British state-owned bank eyes growing role in natural capital markets after first nature restoration investment

Published 06:06 on April 2, 2023  /  Last updated at 06:06 on April 2, 2023  / Stian Reklev /  Biodiversity

The UK Infrastructure Bank (UKIB) has announced a first £12-million investment in a major nature restoration project in Scotland amid plans to grow its role in markets that underpin positive climate and biodiversity outcomes.

The UK Infrastructure Bank (UKIB) has announced a first £12-million investment in a major nature restoration project in Scotland amid plans to grow its role in markets that underpin positive climate and biodiversity outcomes.

On Friday, UKIB said it will provide a short-term bridging loan to Highlands Rewilding in Scotland, to facilitate its acquisition of the Tayvallich Estate, a 1,300-hectare rural estate on which the group plans to restore temperate rainforest.

“The Highlands Rewilding project on the Tayvallich Estate has exciting potential for climate, biodiversity, and economic growth benefits, and I am pleased we are able to provide short-term financial support,” said UKIB CEO John Flint.

“The bank’s investment is intended to support the development of the science, data, and understanding needed to deliver high integrity natural capital markets, in line with our mission to boost the innovative infrastructure technologies which will be essential to achieving net zero.”

With the UKIB funding, Highlands Rewilding will be able to move to further rounds of funding with potential investors, with a goal to develop new natural capital business and revenue models for the estate, according to a press release.

“Highlands Rewilding is thrilled to receive this support from the UK Infrastructure Bank. We will be working hard to turn it into a significant scaling of nature-recovery, one congruent with the ambitious targets many governments, including the UK’s, set in the recent global biodiversity treaty signed in Montreal,” said Jeremy Leggett, founder and chief executive of Highlands Rewilding.

FIRST STEP

The short-term loan is UKIB’s first move into natural capital markets, but its intention is to ramp up activities significantly.

“Natural capital markets have emerged as a way of generating sources of revenue from improvements to our natural environment. These diverse new income streams include the sale of credits for carbon captured by ecosystems and for improved biodiversity,” Kate McGavin and Helen Williams, both directors of strategy and policy at UKIB, wrote in a blog post accompanying the announcement.

“The markets underpinned by these revenues are nascent – but with huge potential to grow if barriers to scale are overcome, such as high transaction costs, data gaps, and novel risks.”

UKIB in November released a discussion paper on natural capital markets, where it identified woodland and peatland carbon markets, England’s biodiversity net gain framework, and water services as areas where it will initially build expertise and concentrate efforts, all the while remaining open to wider opportunities.

“Highlands Rewilding intend to use Tayvallich as a testing ground for innovative natural capital approaches, working with their wide-range of academic partners to generate new data and insights with the potential to help shape high-integrity natural capital markets across the UK,” McGavin and Williams wrote.

“For example, plans to improve the verification of biodiversity uplift at Tayvallich may have applications both in Scotland, where a voluntary market for biodiversity credits is emerging, and in England, where mandatory biodiversity net gain is set to be introduced later this year.”

That approach fits UKIB at its current stage of engagement with the market and its ambitions going forward.

“This is in line with our ambition, as set out in our strategic plan, to invest across the infrastructure landscape, including in new infrastructure technologies and demonstrator projects that can create, scale, and accelerate markets beyond the scope of an individual project,” McGavin and Williams wrote.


▶ **Task**
Nothing but the lines holding the string "label" should appear in the answer. Copy them from the entries.

[Page and application data records]
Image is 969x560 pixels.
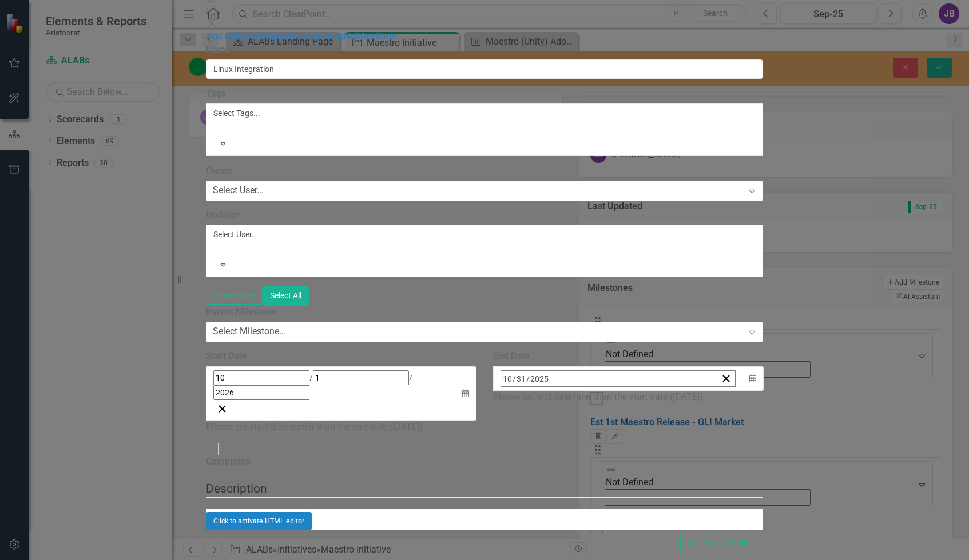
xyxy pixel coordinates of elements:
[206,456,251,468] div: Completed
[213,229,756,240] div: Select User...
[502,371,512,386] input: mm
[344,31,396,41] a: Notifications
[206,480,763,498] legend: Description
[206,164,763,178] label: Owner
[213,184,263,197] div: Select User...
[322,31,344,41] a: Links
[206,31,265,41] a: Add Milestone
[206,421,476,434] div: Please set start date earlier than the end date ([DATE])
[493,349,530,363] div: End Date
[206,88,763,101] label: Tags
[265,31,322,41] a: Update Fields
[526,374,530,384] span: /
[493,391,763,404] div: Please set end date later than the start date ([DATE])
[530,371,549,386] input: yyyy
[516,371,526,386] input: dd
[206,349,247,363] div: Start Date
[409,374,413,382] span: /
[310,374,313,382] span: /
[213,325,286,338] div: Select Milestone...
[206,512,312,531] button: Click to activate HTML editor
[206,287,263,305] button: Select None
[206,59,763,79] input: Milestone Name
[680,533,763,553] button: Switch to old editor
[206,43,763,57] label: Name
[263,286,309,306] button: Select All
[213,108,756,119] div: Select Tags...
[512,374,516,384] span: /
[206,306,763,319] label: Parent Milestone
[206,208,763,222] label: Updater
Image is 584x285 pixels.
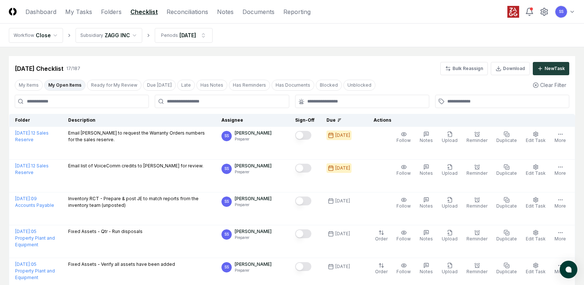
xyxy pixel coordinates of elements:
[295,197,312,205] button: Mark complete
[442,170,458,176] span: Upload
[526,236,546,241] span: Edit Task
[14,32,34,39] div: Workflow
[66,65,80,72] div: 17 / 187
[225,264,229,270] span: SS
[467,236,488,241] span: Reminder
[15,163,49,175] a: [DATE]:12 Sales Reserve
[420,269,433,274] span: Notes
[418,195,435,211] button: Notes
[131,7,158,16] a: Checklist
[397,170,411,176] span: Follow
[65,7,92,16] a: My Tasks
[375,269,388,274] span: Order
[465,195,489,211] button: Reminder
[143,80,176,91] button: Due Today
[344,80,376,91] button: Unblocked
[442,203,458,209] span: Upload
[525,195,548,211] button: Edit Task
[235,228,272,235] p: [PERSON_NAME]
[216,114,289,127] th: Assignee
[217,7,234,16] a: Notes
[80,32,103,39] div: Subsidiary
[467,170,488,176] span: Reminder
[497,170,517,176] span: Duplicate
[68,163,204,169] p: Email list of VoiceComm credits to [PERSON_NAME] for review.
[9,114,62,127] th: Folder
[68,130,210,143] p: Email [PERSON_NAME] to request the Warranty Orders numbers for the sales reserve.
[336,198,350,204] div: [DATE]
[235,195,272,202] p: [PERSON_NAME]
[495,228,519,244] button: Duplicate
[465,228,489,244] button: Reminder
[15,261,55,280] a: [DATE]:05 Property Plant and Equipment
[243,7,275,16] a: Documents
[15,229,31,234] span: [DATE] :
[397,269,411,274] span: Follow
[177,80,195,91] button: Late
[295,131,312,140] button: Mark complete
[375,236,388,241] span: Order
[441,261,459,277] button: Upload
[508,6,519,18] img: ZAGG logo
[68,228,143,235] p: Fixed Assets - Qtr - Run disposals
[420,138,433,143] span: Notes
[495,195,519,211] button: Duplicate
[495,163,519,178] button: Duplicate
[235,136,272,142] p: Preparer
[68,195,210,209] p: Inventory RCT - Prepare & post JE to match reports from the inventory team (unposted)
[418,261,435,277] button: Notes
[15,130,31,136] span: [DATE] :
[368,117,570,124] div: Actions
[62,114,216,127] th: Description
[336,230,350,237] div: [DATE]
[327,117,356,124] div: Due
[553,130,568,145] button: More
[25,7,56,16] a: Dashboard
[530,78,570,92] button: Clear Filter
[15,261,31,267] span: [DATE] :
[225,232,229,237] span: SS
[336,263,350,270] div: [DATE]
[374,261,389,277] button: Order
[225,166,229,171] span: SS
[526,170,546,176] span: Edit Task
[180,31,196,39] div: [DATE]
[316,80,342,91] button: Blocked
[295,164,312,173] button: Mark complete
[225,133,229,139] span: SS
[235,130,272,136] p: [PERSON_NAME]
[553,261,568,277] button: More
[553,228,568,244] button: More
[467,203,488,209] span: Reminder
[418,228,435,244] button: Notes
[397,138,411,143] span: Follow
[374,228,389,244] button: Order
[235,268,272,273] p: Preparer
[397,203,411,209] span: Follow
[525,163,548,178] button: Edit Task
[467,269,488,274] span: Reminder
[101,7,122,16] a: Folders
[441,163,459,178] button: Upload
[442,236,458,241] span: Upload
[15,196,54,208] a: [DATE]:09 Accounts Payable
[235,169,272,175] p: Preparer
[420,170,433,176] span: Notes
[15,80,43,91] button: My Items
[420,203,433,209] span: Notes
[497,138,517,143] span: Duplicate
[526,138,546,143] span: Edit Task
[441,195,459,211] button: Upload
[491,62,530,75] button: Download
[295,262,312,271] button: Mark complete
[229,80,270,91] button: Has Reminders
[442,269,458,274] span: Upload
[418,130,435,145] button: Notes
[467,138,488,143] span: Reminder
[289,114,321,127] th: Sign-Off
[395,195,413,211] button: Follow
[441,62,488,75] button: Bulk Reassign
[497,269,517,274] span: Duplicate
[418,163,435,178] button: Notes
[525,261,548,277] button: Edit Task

▶ **Exercise result**
[206,164,763,178] label: Owner
[206,88,763,101] label: Tags
[206,43,763,57] label: Name
[206,306,763,319] label: Parent Milestone
[206,208,763,222] label: Updater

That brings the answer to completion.